If she asks why I said what I said, why I told Jeremy the truth, the absolute truth it was his right as a nineteen-year-old person to know, my answer will be: Well, what about the soap your friends gave you, that you would have sold in your store that never opened, betraying them as if their gift meant zero to you? What about the boys’ mothers that you stuck up for when you argued with Bret and wrote it all down in a diary you kept twenty years ago and jammed into a safe deposit box and maybe forgot about? What if the school was a girls’ school, would kidnapers even bother? Isn’t a girl worth ransoming, same as a boy?
And I think Leila would agree with me there.
No one comes to inspect my apartment, nobody seems to know about the ransacking or the hole in the floor or even to suspect that anything is wrong, and maybe nothing is. The moon is an icy thumbprint out my window, the maple tree huge and rustling in the dark. I run my fingers across my neck: that’s how a slither would feel, and then—I sink my nails into my skin—a puncture. Someday I’ll retrieve Leila’s diary from the crater and read it to the end. I’ll put the metal boxes back in place and fix the floor.
Jeremy fired me after that conversation, unfortunately, and once again I need a new job. In a small town, you can change careers again and again, from cook to florist to CPA. You look familiar, people say, and all you have to do is smile, because you are still you. I’ve applied to be a veterinarian’s receptionist. Maybe a client will come in with a dog, and it’ll be Fontaine, and the person will say, I found this rat terrier, and Fontaine will jump into my arms.
Just this afternoon, Jeremy and Leila dismantled the soft-serve kiosk, sweating beneath the tyrant sun.
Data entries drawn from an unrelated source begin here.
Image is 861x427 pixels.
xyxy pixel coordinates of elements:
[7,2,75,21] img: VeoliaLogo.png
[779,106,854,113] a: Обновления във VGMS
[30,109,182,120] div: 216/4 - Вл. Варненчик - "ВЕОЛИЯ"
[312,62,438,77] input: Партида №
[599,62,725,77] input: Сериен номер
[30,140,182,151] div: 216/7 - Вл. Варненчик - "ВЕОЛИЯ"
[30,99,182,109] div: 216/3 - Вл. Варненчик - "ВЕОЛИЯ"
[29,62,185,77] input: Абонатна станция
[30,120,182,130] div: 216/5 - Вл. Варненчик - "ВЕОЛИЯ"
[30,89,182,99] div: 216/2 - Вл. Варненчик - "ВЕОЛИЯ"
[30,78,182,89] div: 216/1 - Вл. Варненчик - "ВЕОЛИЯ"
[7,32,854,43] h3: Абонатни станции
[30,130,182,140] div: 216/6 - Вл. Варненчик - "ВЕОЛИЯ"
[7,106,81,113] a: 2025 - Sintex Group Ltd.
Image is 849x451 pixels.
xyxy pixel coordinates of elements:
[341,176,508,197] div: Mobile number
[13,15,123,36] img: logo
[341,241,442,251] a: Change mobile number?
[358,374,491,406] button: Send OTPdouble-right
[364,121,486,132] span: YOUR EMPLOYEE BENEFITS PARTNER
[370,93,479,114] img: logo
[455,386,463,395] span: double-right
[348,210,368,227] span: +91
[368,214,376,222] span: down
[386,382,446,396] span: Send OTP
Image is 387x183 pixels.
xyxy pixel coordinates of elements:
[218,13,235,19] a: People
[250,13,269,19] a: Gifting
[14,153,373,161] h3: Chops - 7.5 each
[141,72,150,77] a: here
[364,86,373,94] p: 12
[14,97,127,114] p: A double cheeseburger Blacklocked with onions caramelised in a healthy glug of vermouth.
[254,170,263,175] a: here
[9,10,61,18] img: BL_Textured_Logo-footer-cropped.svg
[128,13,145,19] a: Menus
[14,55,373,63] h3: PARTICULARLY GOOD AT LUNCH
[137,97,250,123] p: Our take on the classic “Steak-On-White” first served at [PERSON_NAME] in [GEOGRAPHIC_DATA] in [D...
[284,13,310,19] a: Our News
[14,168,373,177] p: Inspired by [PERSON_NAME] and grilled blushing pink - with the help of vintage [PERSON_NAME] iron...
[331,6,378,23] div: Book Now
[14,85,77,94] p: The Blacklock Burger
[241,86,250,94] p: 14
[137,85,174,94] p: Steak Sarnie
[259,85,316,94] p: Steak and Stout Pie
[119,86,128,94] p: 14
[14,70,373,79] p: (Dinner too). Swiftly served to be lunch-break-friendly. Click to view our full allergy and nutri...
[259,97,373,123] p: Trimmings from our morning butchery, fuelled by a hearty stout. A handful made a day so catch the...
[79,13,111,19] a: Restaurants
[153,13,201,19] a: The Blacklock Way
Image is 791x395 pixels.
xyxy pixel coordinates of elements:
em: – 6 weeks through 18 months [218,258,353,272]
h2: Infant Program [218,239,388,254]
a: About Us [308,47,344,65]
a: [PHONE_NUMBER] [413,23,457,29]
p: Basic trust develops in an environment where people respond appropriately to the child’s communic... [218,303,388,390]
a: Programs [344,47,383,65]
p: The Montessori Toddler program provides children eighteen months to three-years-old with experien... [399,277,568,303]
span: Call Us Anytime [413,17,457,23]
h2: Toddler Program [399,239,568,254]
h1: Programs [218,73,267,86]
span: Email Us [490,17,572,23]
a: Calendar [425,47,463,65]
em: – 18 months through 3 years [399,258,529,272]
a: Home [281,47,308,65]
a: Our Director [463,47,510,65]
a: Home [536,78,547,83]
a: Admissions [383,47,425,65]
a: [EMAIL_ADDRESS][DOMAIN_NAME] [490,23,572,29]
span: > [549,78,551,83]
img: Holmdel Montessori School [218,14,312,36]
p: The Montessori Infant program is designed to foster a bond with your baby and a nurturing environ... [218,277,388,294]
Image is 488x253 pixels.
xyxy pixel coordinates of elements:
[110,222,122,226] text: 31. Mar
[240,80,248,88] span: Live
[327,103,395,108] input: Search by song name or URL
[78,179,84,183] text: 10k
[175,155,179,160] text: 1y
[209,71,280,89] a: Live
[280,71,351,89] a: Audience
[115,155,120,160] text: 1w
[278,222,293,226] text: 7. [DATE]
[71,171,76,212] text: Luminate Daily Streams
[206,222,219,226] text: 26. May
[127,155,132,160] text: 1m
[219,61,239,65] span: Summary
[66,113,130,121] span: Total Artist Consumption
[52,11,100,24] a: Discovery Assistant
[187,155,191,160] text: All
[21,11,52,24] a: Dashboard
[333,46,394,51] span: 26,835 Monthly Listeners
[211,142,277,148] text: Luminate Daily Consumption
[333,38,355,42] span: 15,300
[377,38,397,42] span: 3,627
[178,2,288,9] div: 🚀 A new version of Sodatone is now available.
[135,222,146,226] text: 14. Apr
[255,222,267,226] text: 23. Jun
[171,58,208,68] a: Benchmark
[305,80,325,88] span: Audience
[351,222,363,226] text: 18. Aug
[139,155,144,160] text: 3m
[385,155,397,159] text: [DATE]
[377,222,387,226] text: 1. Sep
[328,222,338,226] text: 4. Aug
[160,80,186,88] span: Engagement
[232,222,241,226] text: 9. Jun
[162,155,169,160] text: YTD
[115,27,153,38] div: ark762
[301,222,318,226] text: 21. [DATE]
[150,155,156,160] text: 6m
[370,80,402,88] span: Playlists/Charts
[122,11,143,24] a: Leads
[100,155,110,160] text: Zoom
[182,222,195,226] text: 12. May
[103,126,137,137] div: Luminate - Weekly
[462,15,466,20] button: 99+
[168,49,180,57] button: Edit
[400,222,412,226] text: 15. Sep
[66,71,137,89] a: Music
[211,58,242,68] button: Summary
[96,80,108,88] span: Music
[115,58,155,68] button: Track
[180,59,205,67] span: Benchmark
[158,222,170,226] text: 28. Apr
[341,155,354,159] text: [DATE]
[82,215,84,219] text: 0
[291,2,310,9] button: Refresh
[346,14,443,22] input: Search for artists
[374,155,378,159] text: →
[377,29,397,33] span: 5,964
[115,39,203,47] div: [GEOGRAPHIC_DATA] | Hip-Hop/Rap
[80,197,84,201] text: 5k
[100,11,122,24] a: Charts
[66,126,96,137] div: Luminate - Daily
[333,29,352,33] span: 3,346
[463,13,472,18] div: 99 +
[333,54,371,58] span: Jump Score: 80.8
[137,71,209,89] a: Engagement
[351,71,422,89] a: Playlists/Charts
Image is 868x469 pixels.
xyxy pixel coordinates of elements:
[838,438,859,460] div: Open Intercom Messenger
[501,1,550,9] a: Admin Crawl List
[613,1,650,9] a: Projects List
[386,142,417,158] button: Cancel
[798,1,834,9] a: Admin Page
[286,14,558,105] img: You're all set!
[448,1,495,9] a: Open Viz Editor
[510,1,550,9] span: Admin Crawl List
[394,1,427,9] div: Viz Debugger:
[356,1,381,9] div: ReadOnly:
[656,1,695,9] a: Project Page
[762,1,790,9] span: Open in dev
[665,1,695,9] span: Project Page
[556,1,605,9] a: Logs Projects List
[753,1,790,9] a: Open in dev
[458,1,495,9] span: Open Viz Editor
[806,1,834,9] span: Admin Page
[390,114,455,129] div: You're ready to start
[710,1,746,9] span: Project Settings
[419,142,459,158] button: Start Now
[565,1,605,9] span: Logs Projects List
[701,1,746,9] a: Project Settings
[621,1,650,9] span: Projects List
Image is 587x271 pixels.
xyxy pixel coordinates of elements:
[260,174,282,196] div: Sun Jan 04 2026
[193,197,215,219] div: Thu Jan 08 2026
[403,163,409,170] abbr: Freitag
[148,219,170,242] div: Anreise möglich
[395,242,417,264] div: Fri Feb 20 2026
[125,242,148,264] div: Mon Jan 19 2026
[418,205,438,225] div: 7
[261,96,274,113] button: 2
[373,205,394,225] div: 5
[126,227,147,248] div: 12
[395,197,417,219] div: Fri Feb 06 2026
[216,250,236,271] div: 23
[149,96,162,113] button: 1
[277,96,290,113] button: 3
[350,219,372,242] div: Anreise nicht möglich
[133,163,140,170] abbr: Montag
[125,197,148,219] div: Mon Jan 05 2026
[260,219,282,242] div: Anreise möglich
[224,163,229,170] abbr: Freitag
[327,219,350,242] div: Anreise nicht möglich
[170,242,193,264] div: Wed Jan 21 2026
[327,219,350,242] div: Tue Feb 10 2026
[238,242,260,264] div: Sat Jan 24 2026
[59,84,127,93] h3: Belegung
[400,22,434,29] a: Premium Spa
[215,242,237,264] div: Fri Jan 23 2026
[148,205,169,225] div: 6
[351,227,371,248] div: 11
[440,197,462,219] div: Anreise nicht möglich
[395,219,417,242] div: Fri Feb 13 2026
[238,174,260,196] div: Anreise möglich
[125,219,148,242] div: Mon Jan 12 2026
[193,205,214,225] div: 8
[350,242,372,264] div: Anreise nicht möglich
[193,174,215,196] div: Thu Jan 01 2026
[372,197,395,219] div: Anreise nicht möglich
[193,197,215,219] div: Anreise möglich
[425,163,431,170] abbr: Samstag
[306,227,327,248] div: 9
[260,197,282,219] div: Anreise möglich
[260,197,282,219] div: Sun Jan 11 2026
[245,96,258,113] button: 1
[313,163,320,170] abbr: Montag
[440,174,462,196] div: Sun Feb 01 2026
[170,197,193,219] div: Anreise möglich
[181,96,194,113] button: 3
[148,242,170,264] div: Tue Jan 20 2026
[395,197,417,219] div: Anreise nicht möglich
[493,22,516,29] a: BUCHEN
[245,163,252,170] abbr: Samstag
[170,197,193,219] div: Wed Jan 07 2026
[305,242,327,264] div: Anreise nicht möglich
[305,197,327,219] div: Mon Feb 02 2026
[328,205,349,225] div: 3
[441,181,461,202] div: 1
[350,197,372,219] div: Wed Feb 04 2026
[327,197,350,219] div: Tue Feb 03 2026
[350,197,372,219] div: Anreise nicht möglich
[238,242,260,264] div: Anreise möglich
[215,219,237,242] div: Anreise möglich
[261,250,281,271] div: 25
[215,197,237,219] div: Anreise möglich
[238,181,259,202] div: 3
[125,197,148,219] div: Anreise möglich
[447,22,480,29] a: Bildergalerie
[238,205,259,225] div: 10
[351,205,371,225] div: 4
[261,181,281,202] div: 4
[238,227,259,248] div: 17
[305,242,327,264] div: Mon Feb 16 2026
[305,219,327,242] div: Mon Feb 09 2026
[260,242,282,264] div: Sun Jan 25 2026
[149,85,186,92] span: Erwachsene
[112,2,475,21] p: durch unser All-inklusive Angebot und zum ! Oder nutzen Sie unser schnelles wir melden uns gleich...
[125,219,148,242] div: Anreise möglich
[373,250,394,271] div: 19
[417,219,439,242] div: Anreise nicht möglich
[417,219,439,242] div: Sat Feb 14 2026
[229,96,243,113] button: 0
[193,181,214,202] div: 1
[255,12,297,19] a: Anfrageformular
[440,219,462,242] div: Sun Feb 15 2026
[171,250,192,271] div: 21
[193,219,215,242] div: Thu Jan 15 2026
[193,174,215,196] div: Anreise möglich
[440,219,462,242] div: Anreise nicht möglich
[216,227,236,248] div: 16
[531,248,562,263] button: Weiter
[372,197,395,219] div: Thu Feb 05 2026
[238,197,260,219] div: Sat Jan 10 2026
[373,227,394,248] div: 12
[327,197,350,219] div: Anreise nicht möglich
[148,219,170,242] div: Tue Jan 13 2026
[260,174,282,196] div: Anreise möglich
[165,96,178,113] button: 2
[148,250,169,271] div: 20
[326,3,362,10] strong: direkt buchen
“Jeremy’s off to college,” Leila said, tossing equipment into a van.
“Here, let me give you a hand,” I said.
“That’s okay, we’ve got this,” they chorused, as if they’d rehearsed it, mother and son—which for me was confirmation that the world I cracked open is still shuddering around its edges.
I backed off and left them to their labor. I looked toward the trees that surround the boys’ school. Bret Highlander is over there, dreaming of lives he might yet lead.
Jeremy, listen. Your mother and I—Bret said, but what else did he say, what was the rest of it? Every time a truck roars past, I strain to hear the words I missed.
Used to love each other. Still love each other. Were waiting for the right time to tell you.
Cary Holladay is a core faculty member in the low-residency MFA at Converse University. Her fiction has won an O. Henry Prize and a fellowship from the National Endowment for the Arts. She and her husband, John Bensko, live in rural Virginia.